Let us see the word count example in java. There is many java classes involved but we will be mainly focussing on 3 classes.
i.e. Mapper class, Reducer class and the class where Mapper and Reducer class would be executed.
In the above example we have named the mapper class as 'WordCountMapper' which extends MapReduceBase and implements the Mapper<LongWritable,Text,Text,IntWritable> class.Where the generic type parameters of the Mapper represents :
Then we have the map() function, which has four parametres. 'LongWritable key' is the line number and 'Text value' is the entire line, 'OutputCollector <Text, IntWritable> output' gets the output in key value pair.
Now, what we have to do is convert this line to String type and split using a space (" "), so that we get the individual word from that line.
Then we will be running a 'for' loop, so that we can get the output from the map in key value pair.
output.collect(new Text(word), new IntWritable(1));
The above line says, collect each word(which will be a key) and initialize it to '1'(which is the value).
Relate it with the above example, the code will become more clear.
In the above example we have named the reducer class as 'WordCountReducer' which extends MapReduceBase and implements the Reducer <Text,IntWritable,Text,IntWritable> class.Where the generic type parameters of the Reducer represents :
Next we have the reduce() function, which has 'Text key' as the first parameter and 'Iterator<IntWritable> values' as the second parameter.
Now, the beauty of Hadoop is, it does not pass all the keys to the reduce() function. But only passes one key to reduce() and the 'Iterator<IntWritable> values' contains all the keys associated to it. i.e. If you remember the example where {In , 1} occurred in Map1, also {In , 1} occurred in Map2. So, 'In' is the key and it's value '1' is present in two places. So, all we have to do is add all the 1's to get the desired word count.
And the same is done in the next step. We have executed a 'for' loop and added all the 1's to get the desired output. i.e. {In, 2}.
So, we have the Mapper and Reducer already defined. Now, we need to have a class which will run this Mapper and Reducer.
In the above example we can see there is a run() method which contains all the necessary classes to run the job. So, we have defined an Object of 'JobConf' class. The 'JobConf' class has the configuration details of the job.
In the above two lines we are setting the Mapper and Reducer class.
In the above four lines we are defining the Mapper Output key value class and Reducer Output key value class. i.e. It defines the key and value of the Mapper and Reducer are going to be of what data type?
Above we have set the input path of the file to be parsed(i.e. story.txt) and the output file, which we have defined in the command line and passed as an argument from the main method.
Finally the runJob() method runs the job.
Now, if you come to the main() method, we have used the run(new WordCount(), args) method of ToolRunner class after passing the class name (i.e. WordCount) and the arguments taken by the main method for actual execution.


Output exactly, with nothing added, the entries from the first line through the line with "What do you see at coordinates (182, 24)".

_____

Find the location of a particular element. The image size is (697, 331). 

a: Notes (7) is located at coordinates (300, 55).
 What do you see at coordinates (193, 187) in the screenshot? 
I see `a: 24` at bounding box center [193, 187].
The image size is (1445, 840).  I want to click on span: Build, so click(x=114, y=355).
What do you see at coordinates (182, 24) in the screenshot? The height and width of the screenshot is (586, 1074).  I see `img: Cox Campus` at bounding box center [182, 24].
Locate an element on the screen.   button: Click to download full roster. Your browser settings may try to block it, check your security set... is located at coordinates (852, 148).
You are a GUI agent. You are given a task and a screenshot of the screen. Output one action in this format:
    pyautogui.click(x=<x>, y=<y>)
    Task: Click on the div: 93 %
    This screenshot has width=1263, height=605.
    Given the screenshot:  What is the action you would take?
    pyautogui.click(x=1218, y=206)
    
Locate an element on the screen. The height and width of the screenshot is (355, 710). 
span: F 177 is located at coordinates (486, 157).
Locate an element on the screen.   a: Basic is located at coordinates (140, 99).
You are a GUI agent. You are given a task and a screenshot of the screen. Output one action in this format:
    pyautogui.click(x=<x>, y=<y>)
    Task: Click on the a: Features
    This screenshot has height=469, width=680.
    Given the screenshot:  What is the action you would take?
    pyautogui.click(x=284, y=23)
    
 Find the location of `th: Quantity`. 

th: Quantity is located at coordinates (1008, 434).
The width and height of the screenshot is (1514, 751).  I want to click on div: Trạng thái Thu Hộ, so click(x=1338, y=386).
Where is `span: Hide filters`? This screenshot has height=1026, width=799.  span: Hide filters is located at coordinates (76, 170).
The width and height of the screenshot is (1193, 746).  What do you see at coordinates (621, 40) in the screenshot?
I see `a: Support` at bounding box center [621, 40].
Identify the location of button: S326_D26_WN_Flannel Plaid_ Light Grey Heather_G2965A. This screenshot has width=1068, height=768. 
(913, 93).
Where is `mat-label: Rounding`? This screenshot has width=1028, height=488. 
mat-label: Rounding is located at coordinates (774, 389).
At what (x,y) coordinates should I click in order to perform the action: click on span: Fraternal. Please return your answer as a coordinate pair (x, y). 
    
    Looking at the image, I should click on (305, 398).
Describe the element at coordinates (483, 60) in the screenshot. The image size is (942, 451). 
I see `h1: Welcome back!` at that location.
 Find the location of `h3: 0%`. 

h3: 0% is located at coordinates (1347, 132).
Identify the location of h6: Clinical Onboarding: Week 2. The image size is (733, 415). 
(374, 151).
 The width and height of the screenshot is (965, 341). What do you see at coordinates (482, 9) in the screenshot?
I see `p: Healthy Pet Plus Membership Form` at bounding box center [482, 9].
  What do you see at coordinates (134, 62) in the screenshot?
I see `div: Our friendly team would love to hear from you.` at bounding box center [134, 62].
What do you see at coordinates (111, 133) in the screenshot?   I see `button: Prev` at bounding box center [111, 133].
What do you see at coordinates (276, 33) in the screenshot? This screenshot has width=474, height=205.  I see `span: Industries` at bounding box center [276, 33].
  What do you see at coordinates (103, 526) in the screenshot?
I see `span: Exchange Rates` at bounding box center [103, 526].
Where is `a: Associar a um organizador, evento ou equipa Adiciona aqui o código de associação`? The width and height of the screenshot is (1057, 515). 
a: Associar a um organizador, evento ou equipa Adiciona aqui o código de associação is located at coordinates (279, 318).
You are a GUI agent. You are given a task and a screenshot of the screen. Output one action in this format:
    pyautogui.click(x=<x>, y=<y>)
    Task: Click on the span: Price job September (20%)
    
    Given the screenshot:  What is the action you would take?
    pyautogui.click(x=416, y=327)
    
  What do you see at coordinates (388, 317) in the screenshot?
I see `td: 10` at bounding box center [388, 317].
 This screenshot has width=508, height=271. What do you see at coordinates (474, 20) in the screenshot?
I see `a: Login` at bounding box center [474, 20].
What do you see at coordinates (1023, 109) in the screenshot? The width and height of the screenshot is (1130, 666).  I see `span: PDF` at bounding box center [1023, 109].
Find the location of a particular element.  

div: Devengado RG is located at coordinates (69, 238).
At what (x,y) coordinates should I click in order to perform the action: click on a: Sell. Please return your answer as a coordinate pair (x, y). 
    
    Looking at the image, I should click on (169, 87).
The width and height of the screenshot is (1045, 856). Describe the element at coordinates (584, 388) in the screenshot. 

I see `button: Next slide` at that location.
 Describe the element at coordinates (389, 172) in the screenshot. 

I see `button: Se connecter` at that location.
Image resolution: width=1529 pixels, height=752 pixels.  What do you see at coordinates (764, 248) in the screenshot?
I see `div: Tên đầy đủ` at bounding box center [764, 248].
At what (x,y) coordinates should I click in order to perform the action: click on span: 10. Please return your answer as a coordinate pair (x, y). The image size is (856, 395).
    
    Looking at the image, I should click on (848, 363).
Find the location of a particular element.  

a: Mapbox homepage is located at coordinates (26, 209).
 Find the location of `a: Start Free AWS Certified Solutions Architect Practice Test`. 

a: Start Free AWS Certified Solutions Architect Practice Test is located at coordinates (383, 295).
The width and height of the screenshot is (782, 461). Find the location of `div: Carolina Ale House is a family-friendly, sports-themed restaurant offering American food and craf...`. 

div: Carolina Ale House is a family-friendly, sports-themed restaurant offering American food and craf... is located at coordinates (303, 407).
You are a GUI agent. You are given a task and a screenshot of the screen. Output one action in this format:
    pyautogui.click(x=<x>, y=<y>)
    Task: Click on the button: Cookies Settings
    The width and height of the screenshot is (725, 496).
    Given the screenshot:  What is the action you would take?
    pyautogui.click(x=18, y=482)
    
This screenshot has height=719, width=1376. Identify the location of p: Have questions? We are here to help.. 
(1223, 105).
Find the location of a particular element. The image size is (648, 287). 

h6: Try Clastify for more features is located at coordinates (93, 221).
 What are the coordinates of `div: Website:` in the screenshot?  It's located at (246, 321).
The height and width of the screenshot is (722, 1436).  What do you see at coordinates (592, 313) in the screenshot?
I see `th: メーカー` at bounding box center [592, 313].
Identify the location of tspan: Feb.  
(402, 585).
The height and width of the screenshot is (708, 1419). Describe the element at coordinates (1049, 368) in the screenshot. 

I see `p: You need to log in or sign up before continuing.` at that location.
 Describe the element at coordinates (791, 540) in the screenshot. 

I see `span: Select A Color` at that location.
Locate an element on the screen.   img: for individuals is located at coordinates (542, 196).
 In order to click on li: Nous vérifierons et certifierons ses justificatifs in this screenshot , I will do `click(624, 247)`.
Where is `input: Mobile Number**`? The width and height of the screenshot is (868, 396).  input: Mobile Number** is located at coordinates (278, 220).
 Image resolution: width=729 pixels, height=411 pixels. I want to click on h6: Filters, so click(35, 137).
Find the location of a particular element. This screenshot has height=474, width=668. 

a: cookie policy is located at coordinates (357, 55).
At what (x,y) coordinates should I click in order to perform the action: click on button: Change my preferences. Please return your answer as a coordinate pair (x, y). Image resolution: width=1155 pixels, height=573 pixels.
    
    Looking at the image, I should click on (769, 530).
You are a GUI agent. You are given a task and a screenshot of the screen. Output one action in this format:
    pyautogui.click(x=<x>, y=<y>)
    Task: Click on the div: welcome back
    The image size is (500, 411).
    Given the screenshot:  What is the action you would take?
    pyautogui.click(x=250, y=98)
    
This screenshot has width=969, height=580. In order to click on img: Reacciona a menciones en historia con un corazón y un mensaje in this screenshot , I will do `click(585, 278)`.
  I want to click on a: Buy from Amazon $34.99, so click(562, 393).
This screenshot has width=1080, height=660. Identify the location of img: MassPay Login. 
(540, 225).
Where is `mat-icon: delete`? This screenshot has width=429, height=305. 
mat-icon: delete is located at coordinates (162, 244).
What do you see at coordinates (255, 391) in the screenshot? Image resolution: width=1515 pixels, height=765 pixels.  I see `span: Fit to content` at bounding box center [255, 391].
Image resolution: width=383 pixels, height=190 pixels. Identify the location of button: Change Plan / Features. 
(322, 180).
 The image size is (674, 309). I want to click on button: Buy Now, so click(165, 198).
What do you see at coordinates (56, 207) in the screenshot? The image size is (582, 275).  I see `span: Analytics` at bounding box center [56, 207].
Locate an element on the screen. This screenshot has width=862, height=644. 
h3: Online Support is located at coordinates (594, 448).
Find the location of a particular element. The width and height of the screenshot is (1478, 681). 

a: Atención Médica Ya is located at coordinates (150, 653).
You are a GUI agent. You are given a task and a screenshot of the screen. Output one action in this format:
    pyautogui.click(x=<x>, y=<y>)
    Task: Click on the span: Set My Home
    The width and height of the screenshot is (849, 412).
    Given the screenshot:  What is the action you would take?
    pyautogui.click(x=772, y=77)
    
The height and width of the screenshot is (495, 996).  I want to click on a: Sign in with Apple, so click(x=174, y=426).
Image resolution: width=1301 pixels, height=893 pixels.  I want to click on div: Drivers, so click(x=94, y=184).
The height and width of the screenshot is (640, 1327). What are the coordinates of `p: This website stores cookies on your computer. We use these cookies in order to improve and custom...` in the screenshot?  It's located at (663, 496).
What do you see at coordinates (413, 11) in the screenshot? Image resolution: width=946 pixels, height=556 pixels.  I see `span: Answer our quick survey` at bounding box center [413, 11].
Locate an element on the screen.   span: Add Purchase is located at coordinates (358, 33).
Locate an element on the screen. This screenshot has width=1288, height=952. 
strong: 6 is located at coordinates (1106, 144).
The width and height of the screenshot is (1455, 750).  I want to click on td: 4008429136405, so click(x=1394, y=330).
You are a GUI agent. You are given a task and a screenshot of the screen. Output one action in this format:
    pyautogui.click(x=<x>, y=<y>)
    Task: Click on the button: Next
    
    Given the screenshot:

_____

• **COMPLETED EXERCISE**:
Find the location of a particular element. The image size is (697, 331). 

a: Notes (7) is located at coordinates (300, 55).
 What do you see at coordinates (193, 187) in the screenshot? 
I see `a: 24` at bounding box center [193, 187].
The image size is (1445, 840).  I want to click on span: Build, so click(x=114, y=355).
What do you see at coordinates (182, 24) in the screenshot? The height and width of the screenshot is (586, 1074).  I see `img: Cox Campus` at bounding box center [182, 24].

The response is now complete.